Sociologist Allison Daminger ’12 Researched Mental Workload in Family Life
In What’s on Her Mind, Daminger shows women take on the majority of cognitive labor at home
Allison Daminger ’12 is consistently curious, a valuable trait as a sociologist intrigued by what motivates us to do what we do. In 2017, she began to wonder about a key question that snowballed into five years of interviews with couples: Who takes on the cognitive labor in a household and how does that affect their mental health?
More than 170 interviews later, Daminger, a sociology professor at the University of Wisconsin-Madison, has published What’s on Her Mind: The Mental Workload of Family Life, which reveals how women often take on the majority of this unseen work.
Daminger describes cognitive labor as project management for the home. “It’s about figuring out what the family needs, what they owe to others, and then finding a way to ensure that those needs are met and those obligations are fulfilled,” Daminger says.
She cites the example of getting families together for the holidays. “A decision has to be made about if you’re going to your parents’ home or your husband’s parents’ home,” she notes, “and then someone has to think through the possible permutations, make a decision, and then follow up to book the plane tickets.”
Analyzing this form of cognitive labor isn’t entirely new but has shifted over the past few decades. “In my book I talk about an economist who was writing in the 1920s about the head work of the housewife, but this kind of management work has ratcheted up recently as we’ve seen an increase in the how much supervision children need,” she says.

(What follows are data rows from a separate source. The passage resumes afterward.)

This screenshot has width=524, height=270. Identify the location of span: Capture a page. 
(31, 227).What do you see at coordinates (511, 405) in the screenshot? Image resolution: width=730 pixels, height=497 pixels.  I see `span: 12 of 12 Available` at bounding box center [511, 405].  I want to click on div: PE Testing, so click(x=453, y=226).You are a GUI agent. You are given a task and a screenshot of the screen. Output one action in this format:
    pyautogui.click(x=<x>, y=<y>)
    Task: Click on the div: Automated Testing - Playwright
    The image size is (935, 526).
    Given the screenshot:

She also points to an age-old imbalance: Women are often held socially accountable for most domestic consequences, like a messy house or a poorly dressed child. Men are more on the hook for a family’s financial outlook. Men and women alike internalize these gender-specific societal expectations.
Cognitive labor leads to consequences women face that she expected but also a fallout she didn’t see coming, says Daminger. “Women endure higher anxiety and burnout, but what I didn’t expect to find was lower political participation related to the level of burden they are carrying at home.”

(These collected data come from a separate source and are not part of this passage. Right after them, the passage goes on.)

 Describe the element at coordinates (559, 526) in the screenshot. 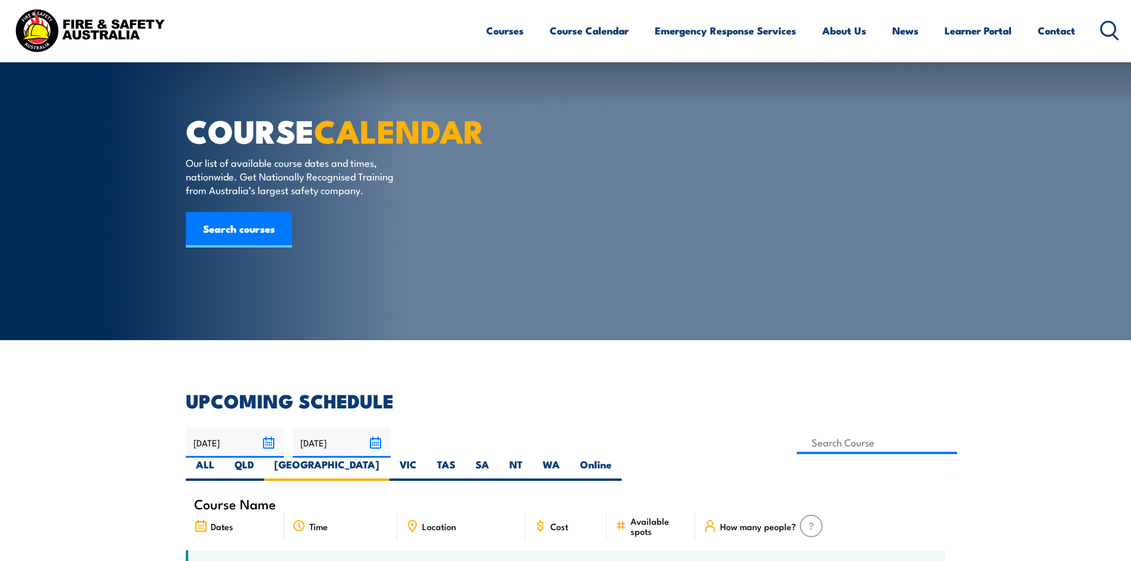

I see `span: Cost` at that location.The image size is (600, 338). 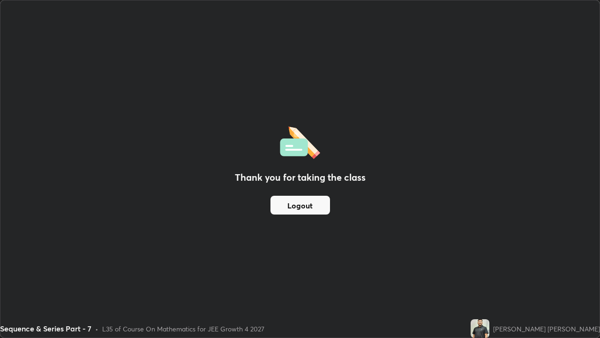 What do you see at coordinates (300, 205) in the screenshot?
I see `button: Logout` at bounding box center [300, 205].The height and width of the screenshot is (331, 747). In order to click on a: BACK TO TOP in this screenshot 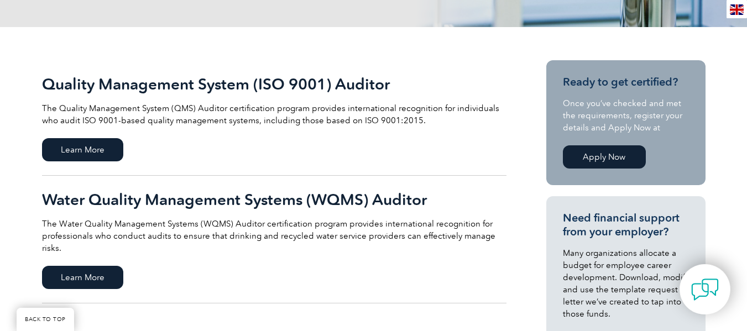, I will do `click(45, 320)`.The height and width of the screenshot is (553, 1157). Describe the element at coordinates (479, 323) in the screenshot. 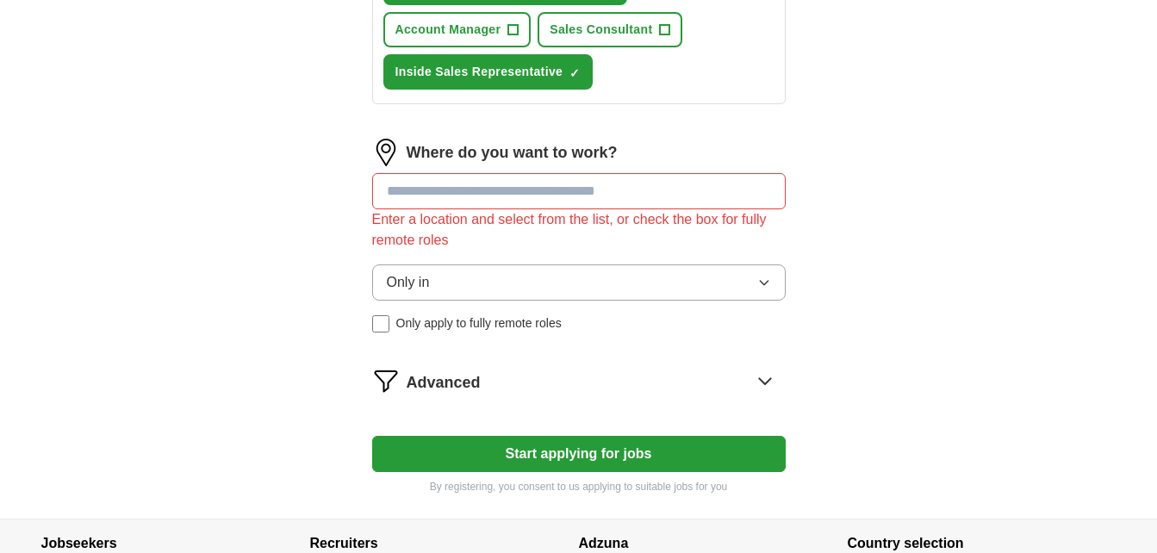

I see `span: Only apply to fully remote roles` at that location.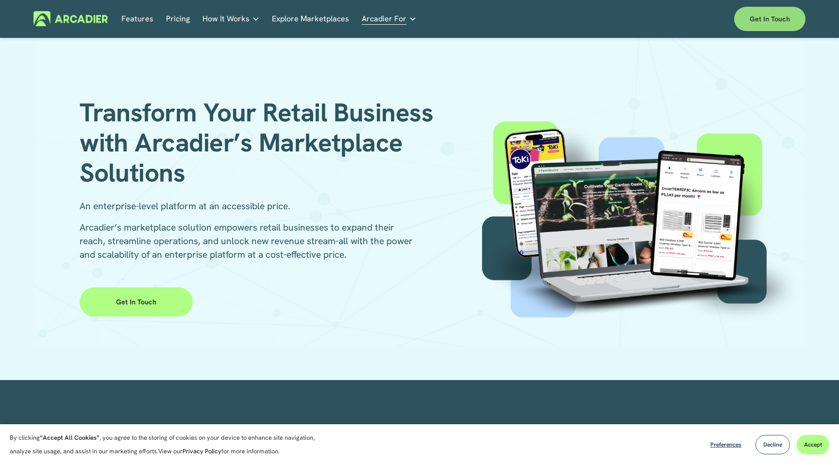 This screenshot has height=465, width=839. What do you see at coordinates (264, 143) in the screenshot?
I see `h1: Transform Your Retail Business with Arcadier’s Marketplace Solutions` at bounding box center [264, 143].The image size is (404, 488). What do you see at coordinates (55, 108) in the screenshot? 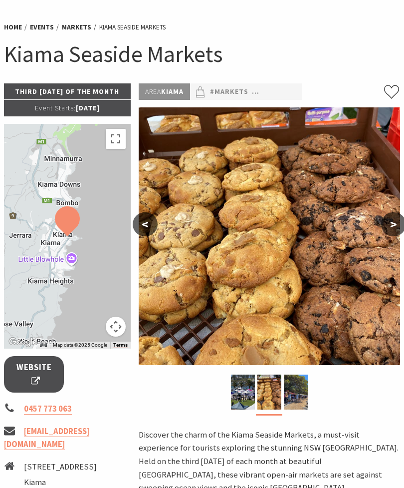
I see `span: Event Starts:` at bounding box center [55, 108].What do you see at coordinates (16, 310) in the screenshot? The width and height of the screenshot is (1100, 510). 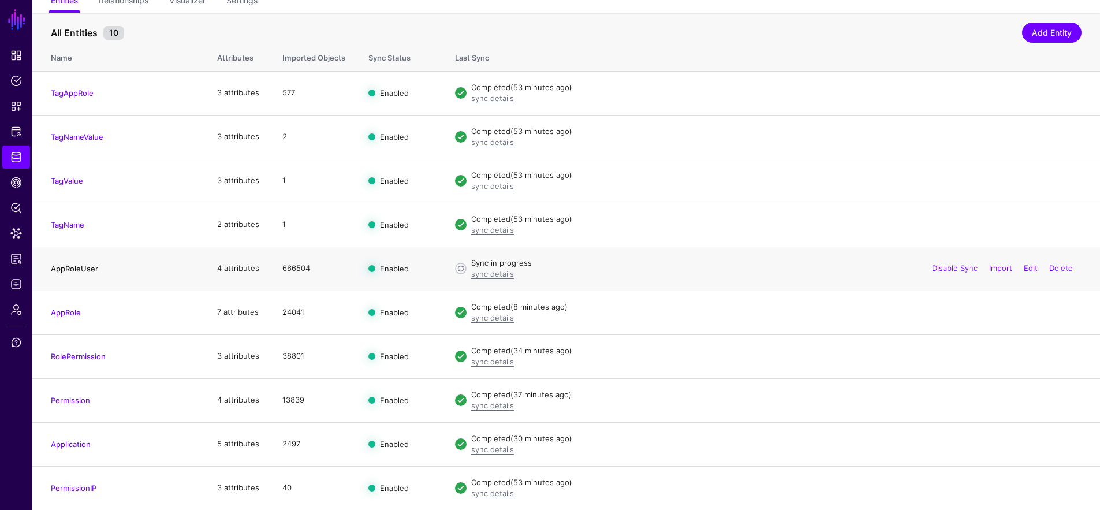 I see `a: Admin` at bounding box center [16, 310].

She says couples who recognize this management overload should start having conversations about how to ease its ripple effects. “My data found that there is intentionality around physical chores, like who’s going to cook or wash the dishes, but there is very low intentionality around the division of cognitive labor,” Daminger notes.
A question she asked all the couples in her research period could mirror what anyone could question themselves: “If I could give you a magic wand right now, how would you reset your division of this work. What is your North Star?”

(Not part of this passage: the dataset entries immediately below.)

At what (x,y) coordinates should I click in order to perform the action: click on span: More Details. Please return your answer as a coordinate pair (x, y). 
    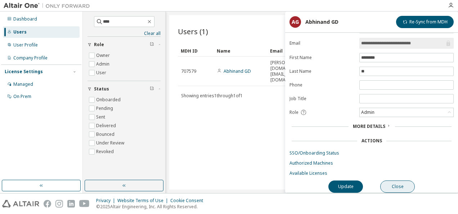
    Looking at the image, I should click on (369, 126). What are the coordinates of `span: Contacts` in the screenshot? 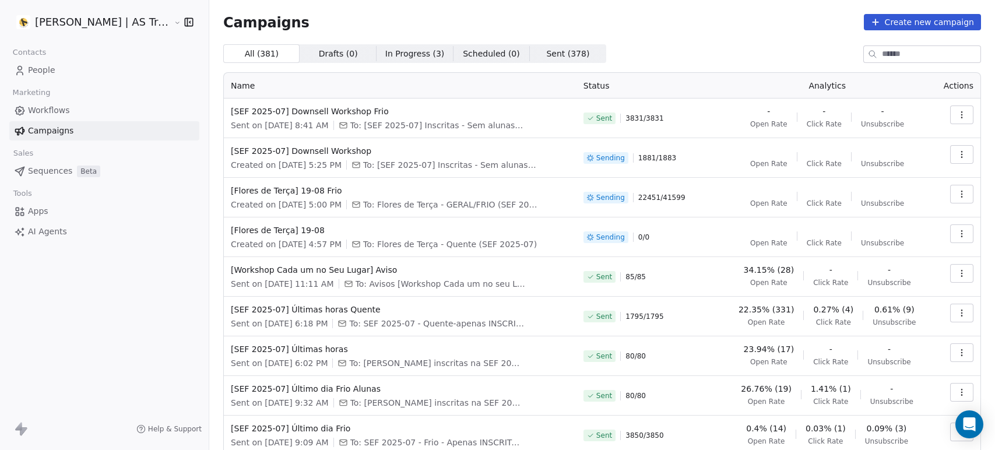 It's located at (29, 52).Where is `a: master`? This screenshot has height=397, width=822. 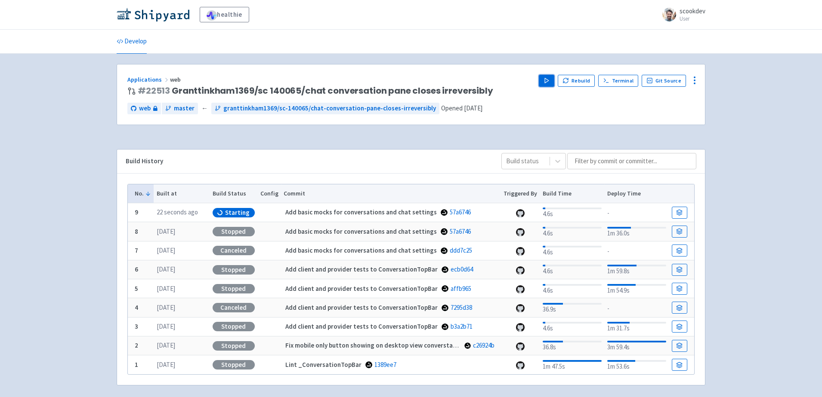 a: master is located at coordinates (180, 108).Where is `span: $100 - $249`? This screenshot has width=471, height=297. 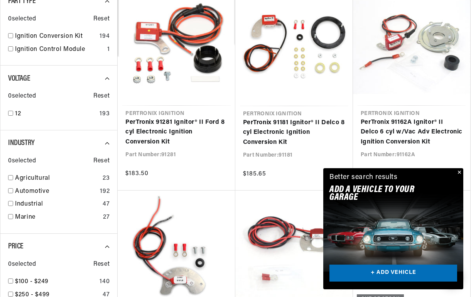 span: $100 - $249 is located at coordinates (32, 282).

She points to Princeton anthropology professor João Biehl as an inspiration as she learned to examine social behavior. “I remember being totally floored that the things I took for granted, like illness, could differ by culture,” she recalls, “and it was a lightbulb moment for me to understand how our lives are socially and culturally shaped.”
On the horizon for Daminger is an extensive study on humor in relationships. She says, “In my interviews for the book, I found that partners would make fun of themselves and each other in these gendered ways, and that got me curious on how these jokes could potentially reinforce inequalities in a relationship, or perhaps challenge them.”